You will notice a strange little icon at the bottom of all my posts now:
This is a link to a new web system called Flattr. It’s a way of enabling micropayments to be made via the web.
One of the great strengths of the web is the great abundance of free material—and this site is part of that. However it’s also one of its great weaknesses, since it’s not free for web authors like myself to provide this information.
The usual way around this is for websites to take advertising, and there are some sites that do very well out of that—but not many. Some websites try subscriptions, but this undermines the first strength of the web—the information is no longer freely available.
Some newspapers like the New York Times are trying an innovative combination of the two—and I think their model is quite a good one (up to 20 stories a month for free, beyond that they’ll require you to be a subscriber). That could work for large genuinely commercial sites like theirs, but it’s an impossible method for everyone.
I’ve been hoping that one day someone would develop a genuine micropayment system for web content—so that rather than being asked to fork out $50 a year for this site, and $75 for that and so on, it would be possible to make tiny payments for information you really appreciated. But the technology to develop genuine micropayments seems too costly—thus far—to make this feasible.
Enter Flattr. I have no idea how it will work in the long term, but one of the donors to this site brought it to my attention a month or so ago:
“Hi Steve
I heard about you via the automaticearth (Stoneleigh & Ilargi), and recently gave you a donation for your excellent work.
Have you thought of offering flattr rather than paypal for donations? See www.flattr.com.
Flattr is a site designed to enable regular “micro-donations” to good causes such as your own…”
Now that I’ve finished writing Debunking Economics, I thought I’d implement it on my site to see how it goes.
The idea is that, firstly, you—the reader—have to sign up to Flattr, and agree to give a set amount per month (the minimum being 2 Euros) to Flattr-enabled sites. If then, you click on (say) 100 of these sites over a month, each of them will get 2 cents. If you click on only one, it gets 2 Euros.
Of course there are deductions from which the Flattr site makes money, and provisions for when you don’t click at all in a month (it goes to a set of charities) etc. From a quick perusal of the site yesterday, I like the way they’ve put this together and I think their operations and intentions are ethical.
I have no idea whether the idea will catch on, or whether it will raise much money for those who implement it. But I like its concept and I think it’s worth a try, so I’ve implemented it here (and I’ve signed up to give 5 Euros a month myself).
If you’d like to “Flattr” any of my posts, then firstly you have to go to their site and sign up:
Then whenever you see a site with this icon, if you appreciate what you read on it, you can click on the “My Thing” button you’ll see there to put some of your Flattr payments towards it.
At the moment, most Flattr-enabled sites are European—the developers are Swedish—but if it takes off, the number of English-language sites should grow.
You can check out more details on Flattr at their FAQ page.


Which lines of the records contain "letter"? Collect every one of them.

MATERIAL FOR THIS EXERCISE Start Marker

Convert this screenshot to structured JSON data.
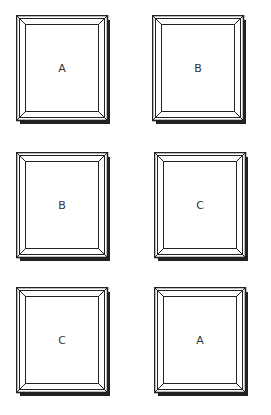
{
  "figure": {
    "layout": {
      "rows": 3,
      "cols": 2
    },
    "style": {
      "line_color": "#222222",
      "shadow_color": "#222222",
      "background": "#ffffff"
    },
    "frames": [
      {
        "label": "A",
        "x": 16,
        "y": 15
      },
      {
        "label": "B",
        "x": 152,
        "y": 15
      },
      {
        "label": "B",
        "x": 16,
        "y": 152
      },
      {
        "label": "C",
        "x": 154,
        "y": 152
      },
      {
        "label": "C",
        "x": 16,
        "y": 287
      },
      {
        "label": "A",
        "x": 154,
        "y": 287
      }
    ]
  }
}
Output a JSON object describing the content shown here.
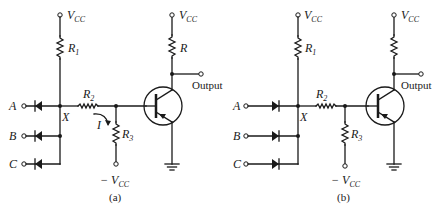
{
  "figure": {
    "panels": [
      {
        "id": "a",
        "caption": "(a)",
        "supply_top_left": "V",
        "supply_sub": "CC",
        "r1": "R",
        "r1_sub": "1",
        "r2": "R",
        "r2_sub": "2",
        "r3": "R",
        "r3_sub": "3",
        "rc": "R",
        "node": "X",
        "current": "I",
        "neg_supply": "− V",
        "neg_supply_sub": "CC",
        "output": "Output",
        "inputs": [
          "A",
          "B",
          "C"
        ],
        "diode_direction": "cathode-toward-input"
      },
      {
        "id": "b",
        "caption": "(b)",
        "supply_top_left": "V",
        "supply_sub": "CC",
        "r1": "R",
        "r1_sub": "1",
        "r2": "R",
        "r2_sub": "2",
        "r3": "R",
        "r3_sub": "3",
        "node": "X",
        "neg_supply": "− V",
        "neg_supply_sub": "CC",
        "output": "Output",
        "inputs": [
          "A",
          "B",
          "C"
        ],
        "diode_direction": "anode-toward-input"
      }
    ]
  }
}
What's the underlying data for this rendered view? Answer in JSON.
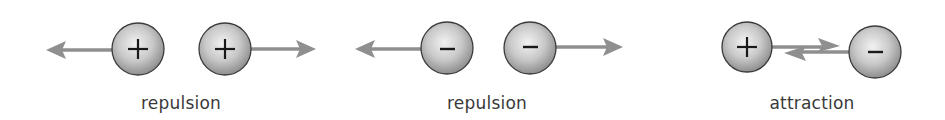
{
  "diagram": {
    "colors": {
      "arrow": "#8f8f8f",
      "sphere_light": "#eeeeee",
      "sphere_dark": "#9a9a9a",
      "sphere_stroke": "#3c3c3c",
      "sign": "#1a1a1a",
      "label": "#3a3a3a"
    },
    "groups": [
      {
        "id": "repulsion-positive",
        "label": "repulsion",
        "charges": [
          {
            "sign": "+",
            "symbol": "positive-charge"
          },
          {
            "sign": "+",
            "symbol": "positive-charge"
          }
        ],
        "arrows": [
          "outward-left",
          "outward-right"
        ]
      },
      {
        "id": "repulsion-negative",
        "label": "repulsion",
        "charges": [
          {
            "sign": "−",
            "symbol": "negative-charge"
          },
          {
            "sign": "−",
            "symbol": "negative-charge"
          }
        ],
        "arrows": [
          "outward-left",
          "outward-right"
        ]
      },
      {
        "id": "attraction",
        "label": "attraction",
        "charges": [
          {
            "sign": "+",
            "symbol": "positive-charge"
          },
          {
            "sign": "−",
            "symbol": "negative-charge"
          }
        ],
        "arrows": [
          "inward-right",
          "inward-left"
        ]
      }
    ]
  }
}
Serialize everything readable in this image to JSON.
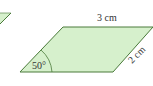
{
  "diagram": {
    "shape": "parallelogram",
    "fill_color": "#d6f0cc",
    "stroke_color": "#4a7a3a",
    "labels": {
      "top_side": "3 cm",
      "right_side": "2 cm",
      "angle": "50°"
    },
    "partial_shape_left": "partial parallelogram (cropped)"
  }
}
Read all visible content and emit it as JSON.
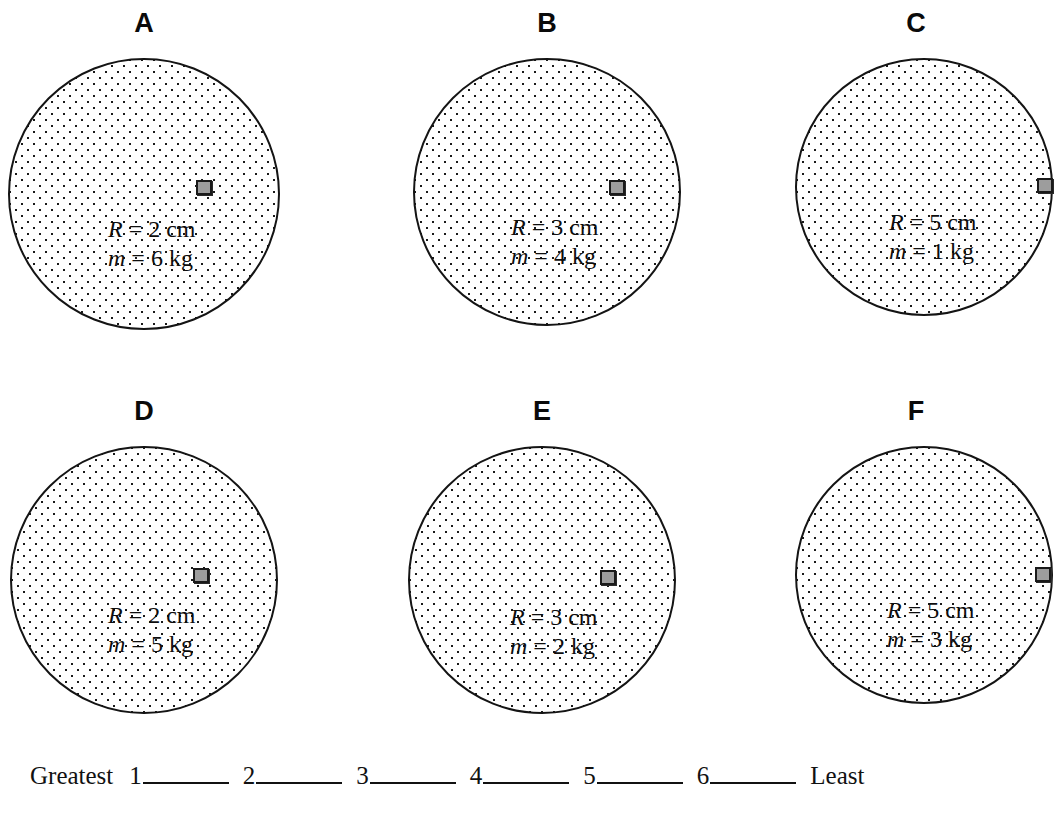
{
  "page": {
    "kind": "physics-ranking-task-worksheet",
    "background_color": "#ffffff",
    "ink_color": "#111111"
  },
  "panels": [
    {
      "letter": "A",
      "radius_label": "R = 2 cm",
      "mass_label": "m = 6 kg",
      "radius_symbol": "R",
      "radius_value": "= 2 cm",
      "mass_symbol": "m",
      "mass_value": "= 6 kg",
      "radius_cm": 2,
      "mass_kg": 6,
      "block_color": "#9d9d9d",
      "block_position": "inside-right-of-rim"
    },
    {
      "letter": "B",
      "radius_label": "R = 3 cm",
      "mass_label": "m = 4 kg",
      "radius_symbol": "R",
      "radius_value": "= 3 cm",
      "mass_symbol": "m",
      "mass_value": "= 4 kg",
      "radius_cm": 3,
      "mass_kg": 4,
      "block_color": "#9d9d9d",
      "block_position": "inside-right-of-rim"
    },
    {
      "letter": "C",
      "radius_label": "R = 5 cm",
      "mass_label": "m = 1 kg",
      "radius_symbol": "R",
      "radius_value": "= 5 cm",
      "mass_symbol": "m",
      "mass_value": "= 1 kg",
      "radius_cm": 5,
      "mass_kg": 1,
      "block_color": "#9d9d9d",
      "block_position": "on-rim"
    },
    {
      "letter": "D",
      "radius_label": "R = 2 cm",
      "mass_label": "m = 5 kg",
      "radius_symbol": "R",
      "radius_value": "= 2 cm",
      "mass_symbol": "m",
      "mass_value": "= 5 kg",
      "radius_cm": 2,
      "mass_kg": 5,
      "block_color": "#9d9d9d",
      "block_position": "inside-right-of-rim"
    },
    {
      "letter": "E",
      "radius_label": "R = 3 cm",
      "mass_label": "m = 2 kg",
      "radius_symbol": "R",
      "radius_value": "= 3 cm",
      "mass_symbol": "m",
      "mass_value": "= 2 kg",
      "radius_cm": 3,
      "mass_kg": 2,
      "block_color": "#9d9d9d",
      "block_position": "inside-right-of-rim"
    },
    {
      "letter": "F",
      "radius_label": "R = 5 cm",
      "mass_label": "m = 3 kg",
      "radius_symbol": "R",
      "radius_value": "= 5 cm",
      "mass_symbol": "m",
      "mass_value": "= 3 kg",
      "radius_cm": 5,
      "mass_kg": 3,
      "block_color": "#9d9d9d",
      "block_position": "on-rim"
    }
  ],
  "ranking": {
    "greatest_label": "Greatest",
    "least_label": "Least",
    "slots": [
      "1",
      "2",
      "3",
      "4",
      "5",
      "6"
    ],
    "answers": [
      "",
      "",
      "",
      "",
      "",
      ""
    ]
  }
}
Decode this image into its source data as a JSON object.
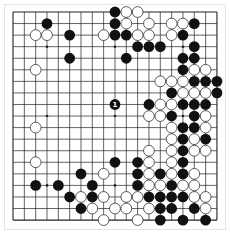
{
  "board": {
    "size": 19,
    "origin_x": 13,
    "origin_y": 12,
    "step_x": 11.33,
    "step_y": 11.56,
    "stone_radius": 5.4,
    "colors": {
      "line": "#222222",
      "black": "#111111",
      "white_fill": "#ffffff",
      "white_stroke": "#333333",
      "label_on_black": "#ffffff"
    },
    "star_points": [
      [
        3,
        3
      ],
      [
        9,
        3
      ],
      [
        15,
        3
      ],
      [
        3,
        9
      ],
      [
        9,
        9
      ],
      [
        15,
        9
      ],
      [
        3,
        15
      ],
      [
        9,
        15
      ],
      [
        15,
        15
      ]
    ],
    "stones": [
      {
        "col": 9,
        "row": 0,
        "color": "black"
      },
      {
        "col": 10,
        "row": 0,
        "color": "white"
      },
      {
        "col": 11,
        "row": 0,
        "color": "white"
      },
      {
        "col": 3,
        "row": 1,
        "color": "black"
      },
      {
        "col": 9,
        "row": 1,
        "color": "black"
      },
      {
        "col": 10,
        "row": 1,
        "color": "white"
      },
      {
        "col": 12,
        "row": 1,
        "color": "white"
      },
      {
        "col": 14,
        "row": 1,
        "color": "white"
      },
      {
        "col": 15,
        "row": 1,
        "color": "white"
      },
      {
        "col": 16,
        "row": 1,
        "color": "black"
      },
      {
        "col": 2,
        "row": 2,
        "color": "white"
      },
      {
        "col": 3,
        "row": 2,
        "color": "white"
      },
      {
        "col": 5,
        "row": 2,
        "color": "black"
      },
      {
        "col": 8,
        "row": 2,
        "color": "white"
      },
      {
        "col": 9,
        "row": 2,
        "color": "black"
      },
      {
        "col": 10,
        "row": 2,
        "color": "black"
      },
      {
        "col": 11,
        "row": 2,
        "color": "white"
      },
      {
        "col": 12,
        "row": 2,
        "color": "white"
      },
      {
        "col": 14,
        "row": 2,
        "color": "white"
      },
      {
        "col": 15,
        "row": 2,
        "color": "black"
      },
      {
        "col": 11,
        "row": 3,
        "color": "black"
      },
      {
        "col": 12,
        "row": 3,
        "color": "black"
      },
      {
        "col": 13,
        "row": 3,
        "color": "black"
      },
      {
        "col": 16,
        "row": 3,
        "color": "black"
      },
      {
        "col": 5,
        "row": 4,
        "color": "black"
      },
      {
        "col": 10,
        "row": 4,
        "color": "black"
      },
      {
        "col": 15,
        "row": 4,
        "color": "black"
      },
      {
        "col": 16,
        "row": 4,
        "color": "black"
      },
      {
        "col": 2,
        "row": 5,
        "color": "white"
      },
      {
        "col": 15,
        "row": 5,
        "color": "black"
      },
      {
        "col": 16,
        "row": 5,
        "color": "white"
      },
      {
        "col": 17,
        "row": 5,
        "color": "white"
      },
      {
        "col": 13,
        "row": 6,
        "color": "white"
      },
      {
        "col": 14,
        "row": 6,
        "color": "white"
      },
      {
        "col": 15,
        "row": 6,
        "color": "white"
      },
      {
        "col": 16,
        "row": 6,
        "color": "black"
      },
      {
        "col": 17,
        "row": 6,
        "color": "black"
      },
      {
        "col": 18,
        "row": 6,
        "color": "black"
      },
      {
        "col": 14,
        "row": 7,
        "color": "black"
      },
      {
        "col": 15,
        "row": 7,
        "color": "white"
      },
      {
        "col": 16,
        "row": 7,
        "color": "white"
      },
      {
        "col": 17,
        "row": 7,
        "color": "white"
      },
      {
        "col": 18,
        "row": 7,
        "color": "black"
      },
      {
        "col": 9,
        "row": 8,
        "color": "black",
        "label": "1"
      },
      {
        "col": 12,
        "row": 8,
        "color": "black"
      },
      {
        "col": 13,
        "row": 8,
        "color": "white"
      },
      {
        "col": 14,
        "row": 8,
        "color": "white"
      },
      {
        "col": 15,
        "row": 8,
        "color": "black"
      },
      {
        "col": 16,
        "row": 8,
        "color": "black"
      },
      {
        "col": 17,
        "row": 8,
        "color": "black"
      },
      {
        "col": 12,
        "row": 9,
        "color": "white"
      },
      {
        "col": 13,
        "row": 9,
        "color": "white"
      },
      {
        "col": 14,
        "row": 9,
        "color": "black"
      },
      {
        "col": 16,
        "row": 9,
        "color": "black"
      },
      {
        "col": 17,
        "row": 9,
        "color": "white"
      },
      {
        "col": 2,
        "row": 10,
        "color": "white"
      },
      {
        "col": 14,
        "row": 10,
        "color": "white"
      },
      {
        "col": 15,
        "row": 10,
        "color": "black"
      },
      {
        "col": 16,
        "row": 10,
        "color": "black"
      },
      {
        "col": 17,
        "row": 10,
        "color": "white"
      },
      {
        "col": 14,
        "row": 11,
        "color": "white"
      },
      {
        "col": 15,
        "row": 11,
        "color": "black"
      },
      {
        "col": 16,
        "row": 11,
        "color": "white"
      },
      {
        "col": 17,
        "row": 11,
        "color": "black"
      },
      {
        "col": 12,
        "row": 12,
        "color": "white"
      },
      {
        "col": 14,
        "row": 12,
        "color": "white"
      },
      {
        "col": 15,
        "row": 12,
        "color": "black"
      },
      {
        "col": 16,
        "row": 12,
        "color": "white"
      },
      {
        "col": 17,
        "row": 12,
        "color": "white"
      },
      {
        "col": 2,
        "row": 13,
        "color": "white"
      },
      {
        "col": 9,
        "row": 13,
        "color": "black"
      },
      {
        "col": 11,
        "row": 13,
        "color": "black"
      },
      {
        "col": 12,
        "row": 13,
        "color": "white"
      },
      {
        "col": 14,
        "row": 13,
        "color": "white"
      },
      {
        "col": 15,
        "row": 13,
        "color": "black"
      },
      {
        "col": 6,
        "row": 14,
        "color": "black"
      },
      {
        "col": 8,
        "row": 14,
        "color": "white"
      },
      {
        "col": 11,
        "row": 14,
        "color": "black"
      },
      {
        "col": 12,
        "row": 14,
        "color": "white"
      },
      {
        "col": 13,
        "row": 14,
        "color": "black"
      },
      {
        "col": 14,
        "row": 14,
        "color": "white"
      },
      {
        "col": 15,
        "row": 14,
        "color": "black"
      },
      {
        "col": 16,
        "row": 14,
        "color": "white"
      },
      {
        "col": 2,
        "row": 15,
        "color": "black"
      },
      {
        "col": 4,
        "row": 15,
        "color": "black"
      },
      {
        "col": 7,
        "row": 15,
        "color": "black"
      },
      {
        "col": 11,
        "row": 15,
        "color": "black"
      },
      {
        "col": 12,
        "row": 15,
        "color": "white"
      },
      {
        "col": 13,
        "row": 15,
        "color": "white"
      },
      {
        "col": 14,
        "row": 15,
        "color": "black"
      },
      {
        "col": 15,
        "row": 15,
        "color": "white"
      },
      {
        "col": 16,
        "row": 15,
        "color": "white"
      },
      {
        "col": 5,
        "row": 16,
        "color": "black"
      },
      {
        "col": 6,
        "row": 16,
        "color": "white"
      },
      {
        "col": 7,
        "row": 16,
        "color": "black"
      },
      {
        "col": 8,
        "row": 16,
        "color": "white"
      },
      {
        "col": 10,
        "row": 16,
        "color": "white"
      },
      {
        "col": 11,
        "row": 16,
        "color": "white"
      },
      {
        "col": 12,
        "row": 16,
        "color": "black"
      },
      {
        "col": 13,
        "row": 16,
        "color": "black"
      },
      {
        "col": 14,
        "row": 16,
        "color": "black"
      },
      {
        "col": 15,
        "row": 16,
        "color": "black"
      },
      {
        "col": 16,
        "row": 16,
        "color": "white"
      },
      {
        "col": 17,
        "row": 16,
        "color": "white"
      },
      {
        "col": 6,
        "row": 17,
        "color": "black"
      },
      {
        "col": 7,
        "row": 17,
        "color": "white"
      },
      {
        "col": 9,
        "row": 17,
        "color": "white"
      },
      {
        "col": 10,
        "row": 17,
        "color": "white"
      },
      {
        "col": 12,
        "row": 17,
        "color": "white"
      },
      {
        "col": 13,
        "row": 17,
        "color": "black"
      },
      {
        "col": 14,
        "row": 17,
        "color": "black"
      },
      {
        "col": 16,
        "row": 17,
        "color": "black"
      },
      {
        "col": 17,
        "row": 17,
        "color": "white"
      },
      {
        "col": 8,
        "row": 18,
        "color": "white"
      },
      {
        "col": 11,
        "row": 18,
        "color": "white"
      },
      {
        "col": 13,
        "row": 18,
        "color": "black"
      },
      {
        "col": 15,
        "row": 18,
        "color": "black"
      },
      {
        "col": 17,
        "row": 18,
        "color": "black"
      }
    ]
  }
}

MATERIAL FOR THIS EXERCISE End Marker

## SOLUTION
      "letter": "A",
      "letter": "B",
      "letter": "C",
      "letter": "D",
      "letter": "E",
      "letter": "F",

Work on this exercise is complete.